Scrappy Little Nobody

She turned out to be all business when it came to this production, and, no, I would NOT be allowed to use a trick baton, I would learn to twirl the batons, because that’s what professionals do! And don’t put your hand there, put it two centimeters to the left! And learn right from left, Anna! The day I cried because I realized that Dainty June (the slightly older version of my character) was played by a different actress, she said, “Yes, that’s right, so let’s rehearse the transition number again. Dig your own grave, little one.” Okay, she didn’t say the “dig your own grave” part, but she was not sympathetic.

With our ruthless and bejeweled director at the helm, the Biddeford City Theater production of Gypsy was actually pretty good. Looking back, I’ve wondered why she was so demanding. It was just community theater. Why did it have to be so perfect? But I’ve also now been around enough people who have a low opinion of anyone who is creative in a nonprofessional realm to know that that’s ugly and ignorant.
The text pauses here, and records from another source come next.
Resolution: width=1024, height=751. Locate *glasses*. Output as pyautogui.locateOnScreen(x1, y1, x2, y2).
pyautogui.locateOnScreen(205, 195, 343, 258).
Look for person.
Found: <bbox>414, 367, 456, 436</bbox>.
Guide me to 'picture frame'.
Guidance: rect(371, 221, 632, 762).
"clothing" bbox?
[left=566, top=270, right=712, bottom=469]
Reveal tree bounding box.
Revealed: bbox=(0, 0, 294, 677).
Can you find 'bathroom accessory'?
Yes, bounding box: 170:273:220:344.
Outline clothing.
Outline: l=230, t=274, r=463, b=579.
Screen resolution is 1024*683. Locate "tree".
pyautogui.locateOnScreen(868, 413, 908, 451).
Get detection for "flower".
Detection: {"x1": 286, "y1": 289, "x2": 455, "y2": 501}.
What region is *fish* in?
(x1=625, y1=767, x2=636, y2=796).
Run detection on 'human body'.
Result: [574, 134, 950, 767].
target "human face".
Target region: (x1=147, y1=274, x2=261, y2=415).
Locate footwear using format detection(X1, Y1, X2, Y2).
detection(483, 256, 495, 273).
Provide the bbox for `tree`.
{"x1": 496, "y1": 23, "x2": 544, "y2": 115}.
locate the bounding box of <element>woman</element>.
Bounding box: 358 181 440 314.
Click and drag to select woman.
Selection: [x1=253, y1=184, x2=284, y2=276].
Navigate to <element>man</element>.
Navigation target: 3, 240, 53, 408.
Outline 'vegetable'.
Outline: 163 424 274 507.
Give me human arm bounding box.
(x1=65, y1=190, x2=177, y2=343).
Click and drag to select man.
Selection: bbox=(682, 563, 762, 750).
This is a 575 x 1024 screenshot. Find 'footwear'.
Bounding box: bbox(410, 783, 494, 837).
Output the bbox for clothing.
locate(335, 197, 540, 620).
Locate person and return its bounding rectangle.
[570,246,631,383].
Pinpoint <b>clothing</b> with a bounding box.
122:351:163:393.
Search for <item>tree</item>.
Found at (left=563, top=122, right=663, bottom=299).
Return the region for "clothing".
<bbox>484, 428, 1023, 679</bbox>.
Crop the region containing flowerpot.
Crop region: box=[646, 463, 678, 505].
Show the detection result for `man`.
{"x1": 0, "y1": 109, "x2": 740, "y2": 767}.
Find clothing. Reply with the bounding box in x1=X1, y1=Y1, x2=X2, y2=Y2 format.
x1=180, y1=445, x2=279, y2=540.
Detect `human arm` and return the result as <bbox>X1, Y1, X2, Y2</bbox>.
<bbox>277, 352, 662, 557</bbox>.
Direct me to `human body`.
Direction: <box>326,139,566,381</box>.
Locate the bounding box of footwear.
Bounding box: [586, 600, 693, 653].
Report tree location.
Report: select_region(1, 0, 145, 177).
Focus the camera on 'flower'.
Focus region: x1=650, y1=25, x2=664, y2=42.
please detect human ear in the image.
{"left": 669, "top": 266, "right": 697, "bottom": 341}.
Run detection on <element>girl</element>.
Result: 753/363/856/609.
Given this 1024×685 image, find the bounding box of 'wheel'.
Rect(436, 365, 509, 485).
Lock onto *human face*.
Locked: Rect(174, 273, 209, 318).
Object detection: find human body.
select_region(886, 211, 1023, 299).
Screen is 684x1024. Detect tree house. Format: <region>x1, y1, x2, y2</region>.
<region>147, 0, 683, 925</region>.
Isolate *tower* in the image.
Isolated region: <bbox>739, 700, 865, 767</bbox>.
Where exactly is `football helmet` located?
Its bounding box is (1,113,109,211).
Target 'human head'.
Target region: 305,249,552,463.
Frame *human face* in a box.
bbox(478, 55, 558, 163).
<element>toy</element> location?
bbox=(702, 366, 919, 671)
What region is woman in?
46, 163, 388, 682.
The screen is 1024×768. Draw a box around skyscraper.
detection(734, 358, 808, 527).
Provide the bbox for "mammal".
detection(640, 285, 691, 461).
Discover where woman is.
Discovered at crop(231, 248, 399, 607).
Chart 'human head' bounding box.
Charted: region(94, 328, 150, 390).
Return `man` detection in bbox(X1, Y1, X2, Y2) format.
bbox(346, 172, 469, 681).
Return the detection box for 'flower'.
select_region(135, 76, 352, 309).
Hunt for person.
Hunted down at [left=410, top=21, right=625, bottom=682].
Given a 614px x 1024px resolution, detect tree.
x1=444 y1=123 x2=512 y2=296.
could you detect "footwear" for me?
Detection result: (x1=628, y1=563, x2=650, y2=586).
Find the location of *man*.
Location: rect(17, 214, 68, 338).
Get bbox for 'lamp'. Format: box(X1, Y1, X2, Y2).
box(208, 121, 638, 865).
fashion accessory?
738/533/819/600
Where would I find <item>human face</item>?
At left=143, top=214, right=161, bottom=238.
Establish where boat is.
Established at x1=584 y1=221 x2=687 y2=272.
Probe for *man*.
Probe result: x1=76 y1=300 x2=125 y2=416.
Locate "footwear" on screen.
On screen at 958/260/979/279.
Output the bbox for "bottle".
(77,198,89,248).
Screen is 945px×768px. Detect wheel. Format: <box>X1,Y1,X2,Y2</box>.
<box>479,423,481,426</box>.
People don’t have to do things by half measures because they aren’t getting paid for it. In fact, that’s all the more reason to throw every ounce of passion you have behind it. I think she could have yelled a bit less for the sensitive types like me who need to be told they are wonderful every half hour to accomplish anything at all, but I respect that she pushed herself and everyone around her.

The show paired me with an onstage sister, a.k.a. MY DEFAULT NEW BEST FRIEND! Virginia was an unsuspecting tomboy with maybe eight months on me, which was a lifetime of experience. She was unaware that we were going to be best friends, but after a while I wore her down and she introduced me to the excitement of the occult! The theater we were in was a beautiful 1890s opera house, and we played with a Ouija board in the balcony between rehearsals. She told me stories about Helen, the ghost that haunted the theater, and how if we played with the Ouija board too often, Satan would have enough power to bring Helen back from the dead to destroy us all. Kids are dark.

We stayed in touch for a while after the show, mostly because Virginia was very excited about becoming someone’s pen pal. At her suggestion, we promised to write each other letters, and as the show came to a close, she began to add more and more detail to her plan for our epistolary adventures. She said we could enclose small items like “beads we find” and smear the paper with our current favorite lipstick and circle it to ask, “What do you think of this shade?” The level of specificity rattled me.

Even at eight, I could tell that this was a contrivance based on something she had read in a book or seen in a movie. In her first letter to me, I found a handful of beads and a smear of lipstick. I still enjoyed the letters and tried to participate in the suggested spirit of her requests without doing exactly what she’d described. I sent her shells from the beach by my grandparents’ house and pictures I cut out of magazines. She sent her next letter with nothing inside, and we volleyed for a few more weeks until it petered out. Don’t try to participate in anyone else’s idea of what is supposed to happen in a relationship. You will fail.

The show also introduced a dangerous new concept to my family. Gypsy and the main character of Mama Rose explore the effects of the “stage parent” on both child and mother. My parents immediately saw in Mama Rose a blueprint of everything they wanted to avoid. We hadn’t met any stage parents in real life yet, but if I was going to be playing around with this theater thing for a year or two (little did they know), no one in my family was going to push anyone into doing anything, and for the next decade my parents went on high alert for signs that I wanted to stop. (I think they might still be waiting. Maybe that’s why my mom is always telling me she loves me because I’m a good person or whatever.)





Early Bird


I get embarrassed about being a “child actor.” Probably because I spent a lot of time around child actors when I was one. They’re crazy. When people ask me how I got started, I’ll usually make some crack about how I was one of those “freaky kid actors,” and how “all that’s missing is the drug problem.” I want to get in front of the story so I can control it! Maybe people don’t have judgmental feelings about child actors. I just worry that it conjures images of pushy parents, or tiny diva hissy fits, or Star Search. Okay, I did audition for Star Search, but I didn’t get on the show, so I hope you’re happy.

At ten, I stood in a modest office in Manhattan and sang “Tomorrow” from Annie (I warned you) for a children’s talent agent. That was basically it. That was all I had to do. That, and cry in the lobby beforehand, because I got nervous and my mom had to remind me that my cousin Tina wasn’t going to get married thirty minutes from New York City every weekend.

When I first moved to Los Angeles, occasionally a friend who was struggling would ask me how I got my agent, and telling this story always made me feel like a lucky little jackass. I would try to make the story funny, like I didn’t know they were hoping to glean some actionable piece of wisdom out of it. The truth is, I had nothing to offer in the way of advice. Cold-call a talent agent? But first, be ten years old?